I think I understand why motion Interpolation would cheapen the look of 24fps procuctions, and not that I disagree but I don't understand how the frame rate can make the lighting and production look poor. Slow motion cinematography doesn't have the cheap look of soap operas from the 1970s (whereas my viewing of Lord of the Rings on a high def set did) Is this because slow motion footage is typically played back at 24 or 30 fps?


- steve 11-03-2014 9:05 am


Motion interpolation shouldn't screw up lighting, etc. However, TV's that have motion interpolation often have noise reduction. Film grain looks like noise to a noise reduction circuit. So there could be that visual aspect. Also, TV's tend to be set too bright and have the saturation cranked up. This crap sells TV. For critical viewing, it's important to get to know all the menus and submenus and advanced menus, etc. on the TV set.

Slo-mo is a whole different deal. Suppose you capture at 240 fps and playback at 24 fps. Another camera captures at 600 fps and plays back at 60 fps. They will both have the same apparent slo-mo effect (10x). One will have video-like smoothness, and the other will look like film.
- mark 11-03-2014 7:55 pm [ comments]





add a comment to this page:

Your post will be captioned "posted by anonymous,"
or you may enter a guest username below:


Line breaks work. HTML tags will be stripped.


**WHAT YOU WILL DO:** Every entry below needs to be repeated exactly.

**DATA SUPPLIED:**
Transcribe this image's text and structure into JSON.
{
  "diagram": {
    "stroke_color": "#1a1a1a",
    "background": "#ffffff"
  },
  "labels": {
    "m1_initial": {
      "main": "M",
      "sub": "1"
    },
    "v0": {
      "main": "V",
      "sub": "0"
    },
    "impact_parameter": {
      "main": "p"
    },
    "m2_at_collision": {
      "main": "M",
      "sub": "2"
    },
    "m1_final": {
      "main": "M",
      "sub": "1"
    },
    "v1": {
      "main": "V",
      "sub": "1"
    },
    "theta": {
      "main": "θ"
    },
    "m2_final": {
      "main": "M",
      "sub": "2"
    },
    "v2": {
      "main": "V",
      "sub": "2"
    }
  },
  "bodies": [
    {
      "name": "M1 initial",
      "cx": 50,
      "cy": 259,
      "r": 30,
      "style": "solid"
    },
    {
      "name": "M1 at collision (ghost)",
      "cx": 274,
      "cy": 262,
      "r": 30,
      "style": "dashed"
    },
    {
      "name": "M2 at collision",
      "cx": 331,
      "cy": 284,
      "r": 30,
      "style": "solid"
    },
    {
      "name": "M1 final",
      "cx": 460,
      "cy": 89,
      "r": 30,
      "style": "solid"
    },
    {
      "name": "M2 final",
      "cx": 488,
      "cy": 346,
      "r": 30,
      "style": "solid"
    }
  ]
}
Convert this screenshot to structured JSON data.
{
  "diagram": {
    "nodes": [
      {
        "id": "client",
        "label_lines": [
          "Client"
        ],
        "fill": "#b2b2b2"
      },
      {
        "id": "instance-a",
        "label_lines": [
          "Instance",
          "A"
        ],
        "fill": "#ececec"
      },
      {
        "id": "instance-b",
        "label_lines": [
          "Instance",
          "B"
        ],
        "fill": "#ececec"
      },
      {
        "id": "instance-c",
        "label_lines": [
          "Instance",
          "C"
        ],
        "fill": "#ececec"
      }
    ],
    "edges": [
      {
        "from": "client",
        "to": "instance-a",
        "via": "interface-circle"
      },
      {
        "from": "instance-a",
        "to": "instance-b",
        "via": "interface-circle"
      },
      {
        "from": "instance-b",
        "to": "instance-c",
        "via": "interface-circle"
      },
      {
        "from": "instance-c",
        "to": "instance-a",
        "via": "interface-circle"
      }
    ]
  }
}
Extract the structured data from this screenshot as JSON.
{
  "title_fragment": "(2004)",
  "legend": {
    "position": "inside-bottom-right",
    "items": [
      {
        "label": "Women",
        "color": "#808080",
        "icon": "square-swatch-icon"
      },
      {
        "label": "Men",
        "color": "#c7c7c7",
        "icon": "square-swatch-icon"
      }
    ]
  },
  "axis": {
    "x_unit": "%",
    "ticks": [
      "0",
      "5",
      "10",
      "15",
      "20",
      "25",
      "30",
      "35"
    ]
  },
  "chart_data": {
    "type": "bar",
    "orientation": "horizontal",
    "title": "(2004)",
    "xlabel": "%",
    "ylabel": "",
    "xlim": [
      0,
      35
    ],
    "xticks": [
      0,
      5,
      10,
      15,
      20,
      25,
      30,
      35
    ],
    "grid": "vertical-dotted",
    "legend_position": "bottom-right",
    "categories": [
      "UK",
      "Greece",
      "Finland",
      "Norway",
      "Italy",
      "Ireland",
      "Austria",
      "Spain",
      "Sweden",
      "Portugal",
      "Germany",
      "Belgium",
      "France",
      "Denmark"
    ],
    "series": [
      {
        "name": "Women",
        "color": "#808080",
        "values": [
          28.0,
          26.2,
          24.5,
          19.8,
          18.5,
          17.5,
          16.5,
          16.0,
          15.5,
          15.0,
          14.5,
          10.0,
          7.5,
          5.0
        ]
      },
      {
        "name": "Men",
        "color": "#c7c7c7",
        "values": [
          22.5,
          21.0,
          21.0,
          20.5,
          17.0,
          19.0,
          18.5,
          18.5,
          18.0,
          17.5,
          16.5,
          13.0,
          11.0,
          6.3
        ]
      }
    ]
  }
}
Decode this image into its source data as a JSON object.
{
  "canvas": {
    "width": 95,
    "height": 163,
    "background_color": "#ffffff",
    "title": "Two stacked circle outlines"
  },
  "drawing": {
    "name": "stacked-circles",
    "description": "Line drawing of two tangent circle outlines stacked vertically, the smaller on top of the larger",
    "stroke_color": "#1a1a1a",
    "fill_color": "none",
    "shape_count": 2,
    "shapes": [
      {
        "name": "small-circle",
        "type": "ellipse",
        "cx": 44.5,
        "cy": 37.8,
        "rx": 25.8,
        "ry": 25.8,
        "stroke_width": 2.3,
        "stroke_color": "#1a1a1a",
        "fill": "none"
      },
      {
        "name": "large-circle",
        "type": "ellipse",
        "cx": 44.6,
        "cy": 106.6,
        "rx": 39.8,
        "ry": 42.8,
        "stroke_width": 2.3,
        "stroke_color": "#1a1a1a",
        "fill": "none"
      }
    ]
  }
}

**TASK ANSWER:**
Transcribe this image's text and structure into JSON.
{
  "diagram": {
    "stroke_color": "#1a1a1a",
    "background": "#ffffff"
  },
  "labels": {
    "m1_initial": {
      "main": "M",
      "sub": "1"
    },
    "v0": {
      "main": "V",
      "sub": "0"
    },
    "impact_parameter": {
      "main": "p"
    },
    "m2_at_collision": {
      "main": "M",
      "sub": "2"
    },
    "m1_final": {
      "main": "M",
      "sub": "1"
    },
    "v1": {
      "main": "V",
      "sub": "1"
    },
    "theta": {
      "main": "θ"
    },
    "m2_final": {
      "main": "M",
      "sub": "2"
    },
    "v2": {
      "main": "V",
      "sub": "2"
    }
  },
  "bodies": [
    {
      "name": "M1 initial",
      "cx": 50,
      "cy": 259,
      "r": 30,
      "style": "solid"
    },
    {
      "name": "M1 at collision (ghost)",
      "cx": 274,
      "cy": 262,
      "r": 30,
      "style": "dashed"
    },
    {
      "name": "M2 at collision",
      "cx": 331,
      "cy": 284,
      "r": 30,
      "style": "solid"
    },
    {
      "name": "M1 final",
      "cx": 460,
      "cy": 89,
      "r": 30,
      "style": "solid"
    },
    {
      "name": "M2 final",
      "cx": 488,
      "cy": 346,
      "r": 30,
      "style": "solid"
    }
  ]
}
Convert this screenshot to structured JSON data.
{
  "diagram": {
    "nodes": [
      {
        "id": "client",
        "label_lines": [
          "Client"
        ],
        "fill": "#b2b2b2"
      },
      {
        "id": "instance-a",
        "label_lines": [
          "Instance",
          "A"
        ],
        "fill": "#ececec"
      },
      {
        "id": "instance-b",
        "label_lines": [
          "Instance",
          "B"
        ],
        "fill": "#ececec"
      },
      {
        "id": "instance-c",
        "label_lines": [
          "Instance",
          "C"
        ],
        "fill": "#ececec"
      }
    ],
    "edges": [
      {
        "from": "client",
        "to": "instance-a",
        "via": "interface-circle"
      },
      {
        "from": "instance-a",
        "to": "instance-b",
        "via": "interface-circle"
      },
      {
        "from": "instance-b",
        "to": "instance-c",
        "via": "interface-circle"
      },
      {
        "from": "instance-c",
        "to": "instance-a",
        "via": "interface-circle"
      }
    ]
  }
}
Extract the structured data from this screenshot as JSON.
{
  "title_fragment": "(2004)",
  "legend": {
    "position": "inside-bottom-right",
    "items": [
      {
        "label": "Women",
        "color": "#808080",
        "icon": "square-swatch-icon"
      },
      {
        "label": "Men",
        "color": "#c7c7c7",
        "icon": "square-swatch-icon"
      }
    ]
  },
  "axis": {
    "x_unit": "%",
    "ticks": [
      "0",
      "5",
      "10",
      "15",
      "20",
      "25",
      "30",
      "35"
    ]
  },
  "chart_data": {
    "type": "bar",
    "orientation": "horizontal",
    "title": "(2004)",
    "xlabel": "%",
    "ylabel": "",
    "xlim": [
      0,
      35
    ],
    "xticks": [
      0,
      5,
      10,
      15,
      20,
      25,
      30,
      35
    ],
    "grid": "vertical-dotted",
    "legend_position": "bottom-right",
    "categories": [
      "UK",
      "Greece",
      "Finland",
      "Norway",
      "Italy",
      "Ireland",
      "Austria",
      "Spain",
      "Sweden",
      "Portugal",
      "Germany",
      "Belgium",
      "France",
      "Denmark"
    ],
    "series": [
      {
        "name": "Women",
        "color": "#808080",
        "values": [
          28.0,
          26.2,
          24.5,
          19.8,
          18.5,
          17.5,
          16.5,
          16.0,
          15.5,
          15.0,
          14.5,
          10.0,
          7.5,
          5.0
        ]
      },
      {
        "name": "Men",
        "color": "#c7c7c7",
        "values": [
          22.5,
          21.0,
          21.0,
          20.5,
          17.0,
          19.0,
          18.5,
          18.5,
          18.0,
          17.5,
          16.5,
          13.0,
          11.0,
          6.3
        ]
      }
    ]
  }
}
Decode this image into its source data as a JSON object.
{
  "canvas": {
    "width": 95,
    "height": 163,
    "background_color": "#ffffff",
    "title": "Two stacked circle outlines"
  },
  "drawing": {
    "name": "stacked-circles",
    "description": "Line drawing of two tangent circle outlines stacked vertically, the smaller on top of the larger",
    "stroke_color": "#1a1a1a",
    "fill_color": "none",
    "shape_count": 2,
    "shapes": [
      {
        "name": "small-circle",
        "type": "ellipse",
        "cx": 44.5,
        "cy": 37.8,
        "rx": 25.8,
        "ry": 25.8,
        "stroke_width": 2.3,
        "stroke_color": "#1a1a1a",
        "fill": "none"
      },
      {
        "name": "large-circle",
        "type": "ellipse",
        "cx": 44.6,
        "cy": 106.6,
        "rx": 39.8,
        "ry": 42.8,
        "stroke_width": 2.3,
        "stroke_color": "#1a1a1a",
        "fill": "none"
      }
    ]
  }
}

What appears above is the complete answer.